The issue is that nuclear scales well with size, but that increases iteration time & costs for a single iteration. It also leads to much less efficiency possible compared to e.g. solar cells. So once they didn't improve and were still expensive (and getting more expensive, like all big construction projects) the potential seems limited. Same as start ups getting huge evaluations while running deficits, but no-one giving the benefit of the doubt at that scale to a failing 30-year old business with promising basic ideas.
Every (big honkin') nuclear power plant is more-or-less a giant project onto itself. The hope of nuclear advocates is that with small reactors, their reduced cost & increased scale (in terms of units) will more than make up for their small size (and resulting loss of scaling in that dimension). I think that's unlikely, but some startups are trying so we'll see if it's a winning formula.

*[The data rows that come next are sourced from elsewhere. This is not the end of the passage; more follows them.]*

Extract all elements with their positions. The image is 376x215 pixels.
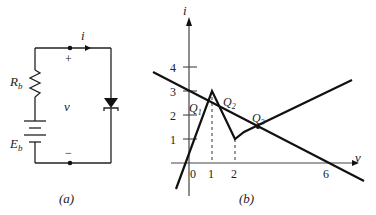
graph [153, 17, 364, 196]
q3-label: Q3 [252, 111, 265, 127]
x-tick-0: 0 [190, 167, 196, 181]
resistor-label: Rb [9, 74, 23, 91]
plus-sign: + [65, 52, 72, 66]
y-axis-arrow-icon [186, 17, 192, 26]
terminal-minus-dot [68, 161, 73, 166]
y-tick-2: 2 [170, 109, 176, 123]
x-tick-2: 2 [231, 167, 237, 181]
q3-point [256, 125, 260, 129]
y-tick-4: 4 [170, 61, 176, 75]
q2-label: Q2 [223, 95, 236, 111]
terminal-plus-dot [68, 46, 73, 51]
current-arrow-icon [85, 45, 91, 51]
q1-label: Q1 [189, 101, 202, 117]
minus-sign: − [65, 146, 72, 160]
current-label: i [81, 28, 85, 43]
figure: i + − v Rb Eb (a) i v 1 2 3 4 0 1 [0, 0, 376, 215]
y-tick-3: 3 [170, 85, 176, 99]
battery-icon [24, 121, 46, 142]
y-tick-1: 1 [170, 133, 176, 147]
voltage-label: v [64, 99, 70, 114]
x-axis-label: v [355, 150, 361, 165]
y-axis-label: i [183, 3, 187, 18]
caption-a: (a) [59, 191, 74, 206]
caption-b: (b) [239, 191, 254, 206]
source-label: Eb [9, 136, 23, 153]
x-tick-1: 1 [208, 167, 214, 181]
x-tick-6: 6 [323, 167, 329, 181]
resistor-icon [30, 70, 40, 97]
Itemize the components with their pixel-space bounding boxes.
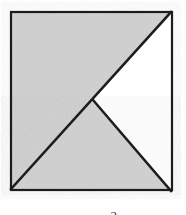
figure-caption: 2	[0, 202, 186, 215]
geometric-figure	[0, 0, 186, 215]
figure-page: 2	[0, 0, 186, 215]
figure-caption-text: 2	[111, 209, 118, 215]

My argument is: Why bother? Renewables are cheap, storage technologies[1] have a lot of viable ways of going forward and are getting better very quickly. Even if through a lot of investment nuclear energy gets (economically, build-time-wise) viable in 20 years like renewables are now, I doubt it would change much or solve pressing issues.
[1]: Starting from common chemical batteries, over to hydrogen/power-to-gas, molten-sand and a variety of concepts exploiting potential height energy. The limited commercial adoption yet can be attributed to the fact that they're not necessary yet, so the added price is too high. Germany, with a very high share of renewables and planned to be growing, is only starting to dip it's toes with some very basic "stabilizer" like in Australia and nothing big-scale in the near future. If this was a pressing issue, you'd think governments would do more (Especially in germany, the cost structure strongly disincentives storage right now, needing to pay certain costs twice, while sinking and sourcing the energy).

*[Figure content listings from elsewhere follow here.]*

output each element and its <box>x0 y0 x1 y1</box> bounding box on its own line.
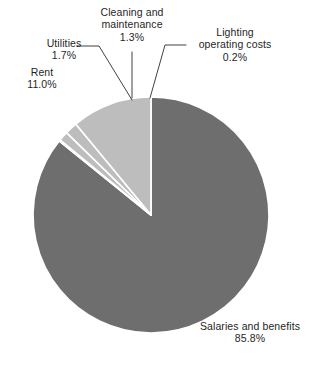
slice-label-rent-line1: Rent <box>10 66 74 78</box>
slice-label-lighting-operating-costs: Lighting operating costs 0.2% <box>189 26 281 63</box>
slice-label-lighting-line1: Lighting <box>189 26 281 38</box>
slice-label-cleaning-line1: Cleaning and <box>86 6 178 18</box>
slice-label-salaries-and-benefits: Salaries and benefits 85.8% <box>186 320 314 345</box>
slice-label-utilities-line1: Utilities <box>31 37 97 49</box>
slice-label-lighting-line2: operating costs <box>189 38 281 50</box>
slice-label-utilities: Utilities 1.7% <box>31 37 97 62</box>
leader-line-lighting <box>150 45 186 98</box>
slice-label-cleaning-line2: maintenance <box>86 18 178 30</box>
slice-label-rent: Rent 11.0% <box>10 66 74 91</box>
slice-value-lighting: 0.2% <box>189 51 281 63</box>
slice-label-salaries-line1: Salaries and benefits <box>186 320 314 332</box>
slice-value-cleaning: 1.3% <box>86 31 178 43</box>
slice-value-rent: 11.0% <box>10 78 74 90</box>
pie-chart: Cleaning and maintenance 1.3% Lighting o… <box>0 0 319 366</box>
slice-value-salaries: 85.8% <box>186 332 314 344</box>
slice-label-cleaning-and-maintenance: Cleaning and maintenance 1.3% <box>86 6 178 43</box>
slice-value-utilities: 1.7% <box>31 49 97 61</box>
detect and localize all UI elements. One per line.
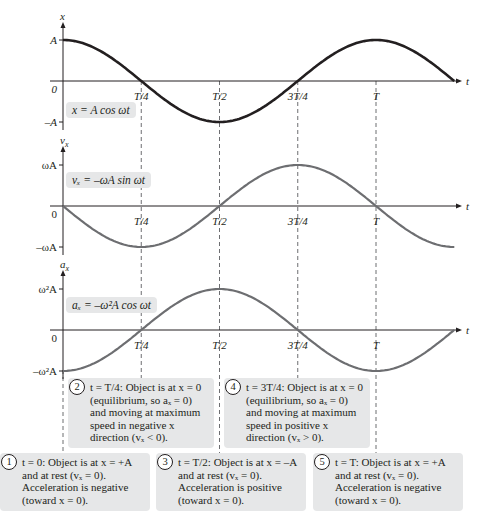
x-tick-label: T: [373, 90, 380, 102]
x-axis-label: t: [466, 200, 470, 212]
x-axis-label: t: [466, 75, 470, 87]
y-tick-label-zero: 0: [52, 332, 58, 344]
note-text-2: t = T/4: Object is at x = 0 (equilibrium…: [90, 381, 208, 444]
velocity-equation: vₓ = –ωA sin ωt: [66, 172, 151, 188]
x-axis-arrow-icon: [456, 79, 462, 84]
note-text-5: t = T: Object is at x = +A and at rest (…: [335, 456, 457, 506]
x-tick-label: 3T/4: [287, 339, 309, 351]
note-text-4: t = 3T/4: Object is at x = 0 (equilibriu…: [246, 381, 364, 444]
y-tick-label-top: A: [49, 34, 57, 46]
x-tick-label: T/2: [212, 215, 227, 227]
x-tick-label: T/4: [134, 339, 149, 351]
y-tick-label-top: ωA: [42, 159, 57, 171]
y-tick-label-bottom: –ωA: [35, 241, 57, 253]
y-axis-label-subscript: x: [65, 264, 70, 273]
note-4: 4 t = 3T/4: Object is at x = 0 (equilibr…: [224, 378, 370, 448]
x-axis-arrow-icon: [456, 328, 462, 333]
acceleration-graph: axtω²A0–ω²AT/4T/23T/4T: [32, 258, 470, 379]
note-1: 1 t = 0: Object is at x = +A and at rest…: [0, 453, 150, 511]
note-2: 2 t = T/4: Object is at x = 0 (equilibri…: [68, 378, 214, 448]
note-text-3: t = T/2: Object is at x = –A and at rest…: [178, 456, 300, 506]
step-number-1: 1: [1, 454, 17, 470]
acceleration-equation: aₓ = –ω²A cos ωt: [66, 297, 157, 313]
y-axis-label-subscript: x: [64, 140, 69, 149]
x-tick-label: T/2: [212, 339, 227, 351]
y-axis-label: ax: [60, 258, 70, 273]
note-5: 5 t = T: Object is at x = +A and at rest…: [313, 453, 463, 511]
y-tick-label-zero: 0: [52, 208, 58, 220]
x-axis-label: t: [466, 324, 470, 336]
x-tick-label: 3T/4: [287, 90, 309, 102]
y-tick-label-bottom: –A: [44, 116, 58, 128]
y-axis-label: vx: [60, 134, 69, 149]
step-number-2: 2: [69, 379, 85, 395]
y-tick-label-top: ω²A: [39, 283, 58, 295]
x-tick-label: T/2: [212, 90, 227, 102]
y-axis-arrow-icon: [61, 22, 66, 28]
x-tick-label: 3T/4: [287, 215, 309, 227]
step-number-3: 3: [157, 454, 173, 470]
note-3: 3 t = T/2: Object is at x = –A and at re…: [156, 453, 306, 511]
x-tick-label: T/4: [134, 215, 149, 227]
y-axis-label: x: [59, 10, 65, 22]
x-tick-label: T: [373, 339, 380, 351]
velocity-graph: vxtωA0–ωAT/4T/23T/4T: [35, 134, 470, 255]
step-number-5: 5: [314, 454, 330, 470]
note-text-1: t = 0: Object is at x = +A and at rest (…: [22, 456, 144, 506]
step-number-4: 4: [225, 379, 241, 395]
x-axis-arrow-icon: [456, 204, 462, 209]
y-tick-label-zero: 0: [52, 83, 58, 95]
position-equation: x = A cos ωt: [66, 102, 136, 118]
y-tick-label-bottom: –ω²A: [32, 365, 57, 377]
x-tick-label: T/4: [134, 90, 149, 102]
x-tick-label: T: [373, 215, 380, 227]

Every (big honkin') nuclear power plant is more-or-less a giant project onto itself. The hope of nuclear advocates is that with small reactors, their reduced cost & increased scale (in terms of units) will more than make up for their small size (and resulting loss of scaling in that dimension). I think that's unlikely, but some startups are trying so we'll see if it's a winning formula.
My argument is: Why bother? Renewables are cheap, storage technologies[1] have a lot of viable ways of going forward and are getting better very quickly. Even if through a lot of investment nuclear energy gets (economically, build-time-wise) viable in 20 years like renewables are now, I doubt it would change much or solve pressing issues.

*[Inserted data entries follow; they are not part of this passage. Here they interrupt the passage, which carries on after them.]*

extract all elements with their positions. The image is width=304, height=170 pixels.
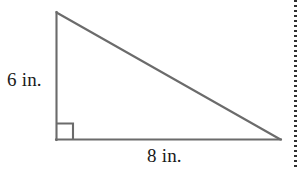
vertical-leg-label: 6 in. bbox=[7, 70, 42, 89]
horizontal-leg-label: 8 in. bbox=[147, 146, 182, 165]
page-edge-dotted-rule bbox=[294, 0, 297, 170]
triangle-hypotenuse bbox=[57, 13, 281, 140]
right-angle-marker-icon bbox=[57, 124, 74, 141]
figure-canvas: 6 in. 8 in. bbox=[0, 0, 304, 170]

[1]: Starting from common chemical batteries, over to hydrogen/power-to-gas, molten-sand and a variety of concepts exploiting potential height energy. The limited commercial adoption yet can be attributed to the fact that they're not necessary yet, so the added price is too high. Germany, with a very high share of renewables and planned to be growing, is only starting to dip it's toes with some very basic "stabilizer" like in Australia and nothing big-scale in the near future. If this was a pressing issue, you'd think governments would do more (Especially in germany, the cost structure strongly disincentives storage right now, needing to pay certain costs twice, while sinking and sourcing the energy).